My friends, today, as I said in the bulletin for this week, brings us to the start of the “holiest” of weeks in our Church Year. Unlike Christmastime, which serves as the “happiest” time in our Church Year, because somehow, most, if not all manage to, for a few days—at least, open up their, for whatever reason, closed hearts and do and perhaps say what is within them, somewhere, but goes unsaid and undone for most of the year. We call this, LOVE, and how we feel is often expressed best, through the eyes of children.
But Holy Week calls us to something else, to perhaps, “adulthood” in our faith—and perhaps this is why many of us shy away from its rigors—it commitments, calling us toward being our best—commitments we said our personal “yeses” to at our confirmations. Responding to these commitments throughout our lives, is, let’s face it, not always easy—in fact, seldom easy.
If we reflect on the Scriptures for today, we see the triumphal entry of Jesus into Jerusalem. The people shouted, “Blessed is the One who comes…Hosanna to the Son of David[!]” The joy of this day in Jesus’ ministry falls apart, as we know, at least in human reaction by week’s end, culminating in his physical death on Good Friday. And if we were to stop there, we would be truly looking at a very sad week.
But our faith tells us that death is not the end—for Jesus, or for us—new life follows on Easter in a way that we can’t truly understand through our humanity, but only through our faith.
I am one for whom, “hope springs eternal,” as I believe many of you are as well. The sadness that is part of this week in the life of our brother Jesus is a forerunner for our lives walking in his footsteps. The drama unfolded during this holiest of weeks, is not just about Jesus’ life, but about ours too. If his precious story is simply “words on a page” with no connection to our own lives, then we would have missed the significance of these events. Jesus came to show us how to live our lives and when the hard times especially, come, we are invited to ask Jesus to walk with us and help us to live these moments well. That is why many Christians, like my friend Bede Baldry offer modern-day Stations of the Cross on Good Friday, as happened last year and will be again this year. Modern day stations allow us to see that Jesus’ sufferings continue in our day and call us to do what we can to eliminate that suffering.
These past 40 days have found many of you carrying your own personal crosses, through responding to sudden illness in yourselves or a family member, caring for a needy loved one, coming to terms with life-changing events within your families, and through death. The new life that Easter brings can be ours as it was for Jesus through our faith.
Our faith calls us to keep our eyes on Easter, at the end of sometimes, very long, dark, tunnels. We in our All Are One community have been companions for all who are hurting of late as we know they will be there for us when our time comes.
The beautiful Philippians’ reading about Jesus today indeed shows us the way—it is not about power, fame, who we know, but about being a servant. And so as to not be misunderstood, I am not only speaking about, “caring for others,” but about keeping ourselves in the equation too—balance, in other words.
Isaiah, in today’s 1st reading, gives us, “the way to go” as it were and I paraphrase, “God has given us ears to hear, and voices to speak. He does not promise that we won’t be put down or humiliated, but that God will be with us.
Our strength can really be taken from Jesus’ example who prayed to the God that he knew loved him, “if it is possible, let this cup pass me by…”
So my friends, that tells me that our faith in God and our attempts to do what is right, don’t always have to look perfect. The passion today tells us that Jesus, “relied on God,” and so should we.
And because you have already been here for longer than usual, I want to end now with some rather prophetic words from the author of Women Who Run With the Wolves, Clarissa Pinkola Estes, who when speaking of the tough times of COVID 19 in its beginnings said, “We are exactly the leaders that we have been waiting for—we were made for these times!”
And when you think about it, this was our brother Jesus’ entire message to us throughout his life—he wanted us to know too that we have within us all that is needed to make our world the place God intended for us. Perhaps that is the Easter message! Amen? Amen!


- YOUR ASSIGNMENT
Do any lines in the data below contain "species"? If so, copy every one of them.

--- SOURCE RECORDS Enclosed Below ---

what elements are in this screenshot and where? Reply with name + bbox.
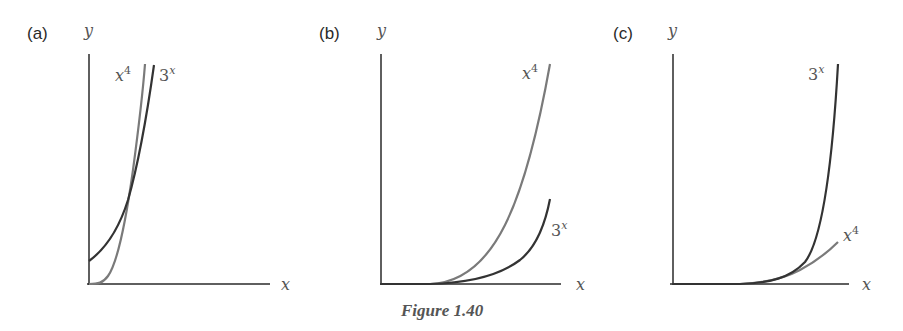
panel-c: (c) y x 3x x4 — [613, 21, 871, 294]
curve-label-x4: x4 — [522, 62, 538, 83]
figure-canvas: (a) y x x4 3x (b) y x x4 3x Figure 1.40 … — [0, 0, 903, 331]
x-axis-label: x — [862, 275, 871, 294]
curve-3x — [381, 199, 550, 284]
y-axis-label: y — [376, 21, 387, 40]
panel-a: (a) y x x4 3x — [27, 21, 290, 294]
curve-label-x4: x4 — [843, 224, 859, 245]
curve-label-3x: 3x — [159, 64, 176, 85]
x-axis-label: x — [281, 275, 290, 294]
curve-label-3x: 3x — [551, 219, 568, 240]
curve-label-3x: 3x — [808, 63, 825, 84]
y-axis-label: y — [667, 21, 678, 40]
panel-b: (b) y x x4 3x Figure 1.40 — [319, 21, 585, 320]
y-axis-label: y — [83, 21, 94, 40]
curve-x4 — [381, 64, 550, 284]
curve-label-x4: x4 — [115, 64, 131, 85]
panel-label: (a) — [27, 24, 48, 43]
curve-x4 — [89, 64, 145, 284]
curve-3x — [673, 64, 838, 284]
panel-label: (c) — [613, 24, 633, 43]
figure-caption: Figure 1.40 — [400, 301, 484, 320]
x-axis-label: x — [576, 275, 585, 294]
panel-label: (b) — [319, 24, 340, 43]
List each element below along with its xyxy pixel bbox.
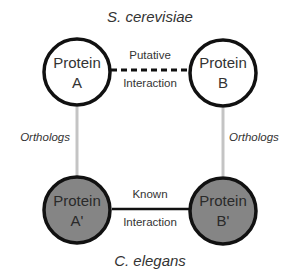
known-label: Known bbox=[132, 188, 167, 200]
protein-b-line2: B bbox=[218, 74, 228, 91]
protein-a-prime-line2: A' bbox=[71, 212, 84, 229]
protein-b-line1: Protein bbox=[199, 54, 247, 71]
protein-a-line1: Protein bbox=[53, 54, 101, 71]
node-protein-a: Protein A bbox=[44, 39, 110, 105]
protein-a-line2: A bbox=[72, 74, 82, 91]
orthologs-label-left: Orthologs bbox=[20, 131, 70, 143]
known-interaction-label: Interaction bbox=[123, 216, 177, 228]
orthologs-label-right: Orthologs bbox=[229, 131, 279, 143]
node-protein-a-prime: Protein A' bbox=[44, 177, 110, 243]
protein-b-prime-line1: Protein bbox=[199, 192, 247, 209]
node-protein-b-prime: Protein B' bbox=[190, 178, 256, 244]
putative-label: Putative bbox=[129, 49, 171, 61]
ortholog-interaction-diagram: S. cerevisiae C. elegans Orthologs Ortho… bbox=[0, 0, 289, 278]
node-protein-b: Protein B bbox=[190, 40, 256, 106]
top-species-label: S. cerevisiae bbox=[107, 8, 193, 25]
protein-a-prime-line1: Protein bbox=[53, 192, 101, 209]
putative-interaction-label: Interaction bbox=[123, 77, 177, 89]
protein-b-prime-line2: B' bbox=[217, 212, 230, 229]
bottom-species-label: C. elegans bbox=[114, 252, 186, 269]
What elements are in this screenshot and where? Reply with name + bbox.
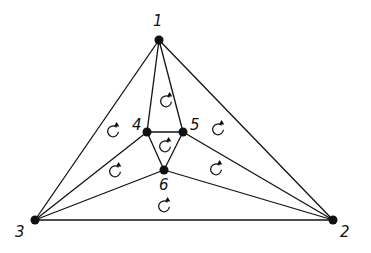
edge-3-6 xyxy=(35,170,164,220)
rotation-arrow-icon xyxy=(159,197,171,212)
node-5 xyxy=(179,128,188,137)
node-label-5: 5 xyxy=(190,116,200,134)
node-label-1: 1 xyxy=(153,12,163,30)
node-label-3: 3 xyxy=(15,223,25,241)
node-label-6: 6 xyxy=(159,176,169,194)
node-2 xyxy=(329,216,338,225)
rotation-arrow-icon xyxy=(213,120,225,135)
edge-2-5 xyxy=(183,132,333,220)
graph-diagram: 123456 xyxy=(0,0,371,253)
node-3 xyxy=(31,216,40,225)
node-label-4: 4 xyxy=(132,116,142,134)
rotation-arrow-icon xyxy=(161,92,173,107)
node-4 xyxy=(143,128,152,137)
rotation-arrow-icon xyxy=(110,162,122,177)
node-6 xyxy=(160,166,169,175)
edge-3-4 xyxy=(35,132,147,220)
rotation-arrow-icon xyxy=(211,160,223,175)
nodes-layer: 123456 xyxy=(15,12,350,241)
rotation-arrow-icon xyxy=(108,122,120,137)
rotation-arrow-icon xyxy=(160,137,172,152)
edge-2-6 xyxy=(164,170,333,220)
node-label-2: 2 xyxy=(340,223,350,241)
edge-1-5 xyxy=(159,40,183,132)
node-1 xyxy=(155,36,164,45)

--- End of Enclosed SOURCE RECORDS ---
--- SOURCE RECORDS Enclosed Below ---

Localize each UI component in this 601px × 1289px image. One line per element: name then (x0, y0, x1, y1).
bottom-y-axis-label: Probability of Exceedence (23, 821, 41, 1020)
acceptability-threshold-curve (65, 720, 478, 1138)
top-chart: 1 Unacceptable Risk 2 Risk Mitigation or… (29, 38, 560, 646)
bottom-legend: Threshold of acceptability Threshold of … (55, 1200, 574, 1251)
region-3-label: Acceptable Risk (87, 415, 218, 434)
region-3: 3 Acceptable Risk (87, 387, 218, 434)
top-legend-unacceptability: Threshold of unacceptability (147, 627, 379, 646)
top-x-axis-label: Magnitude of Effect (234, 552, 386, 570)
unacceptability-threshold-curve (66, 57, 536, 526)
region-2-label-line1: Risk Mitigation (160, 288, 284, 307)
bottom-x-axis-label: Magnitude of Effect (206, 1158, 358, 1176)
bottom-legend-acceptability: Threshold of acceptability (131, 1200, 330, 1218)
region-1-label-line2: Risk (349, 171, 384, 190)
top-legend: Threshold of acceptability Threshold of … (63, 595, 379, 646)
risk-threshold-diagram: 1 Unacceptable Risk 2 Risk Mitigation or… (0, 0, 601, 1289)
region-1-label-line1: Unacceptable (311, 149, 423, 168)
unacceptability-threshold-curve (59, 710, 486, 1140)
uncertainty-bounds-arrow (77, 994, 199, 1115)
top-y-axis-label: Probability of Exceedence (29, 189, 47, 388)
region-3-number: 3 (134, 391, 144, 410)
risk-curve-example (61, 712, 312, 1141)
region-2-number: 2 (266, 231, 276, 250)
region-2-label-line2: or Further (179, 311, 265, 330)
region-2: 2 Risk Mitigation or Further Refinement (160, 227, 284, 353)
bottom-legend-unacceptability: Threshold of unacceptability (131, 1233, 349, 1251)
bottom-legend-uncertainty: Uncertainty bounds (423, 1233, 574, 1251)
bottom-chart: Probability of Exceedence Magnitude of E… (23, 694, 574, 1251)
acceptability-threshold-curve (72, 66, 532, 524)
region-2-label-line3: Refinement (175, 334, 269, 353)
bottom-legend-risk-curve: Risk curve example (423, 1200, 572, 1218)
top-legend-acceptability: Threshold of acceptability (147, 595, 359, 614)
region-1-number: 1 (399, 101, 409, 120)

--- End of Enclosed SOURCE RECORDS ---

- ANSWER TO THIS PROBLEM
top-species-label: S. cerevisiae bbox=[107, 8, 193, 25]
bottom-species-label: C. elegans bbox=[114, 252, 186, 269]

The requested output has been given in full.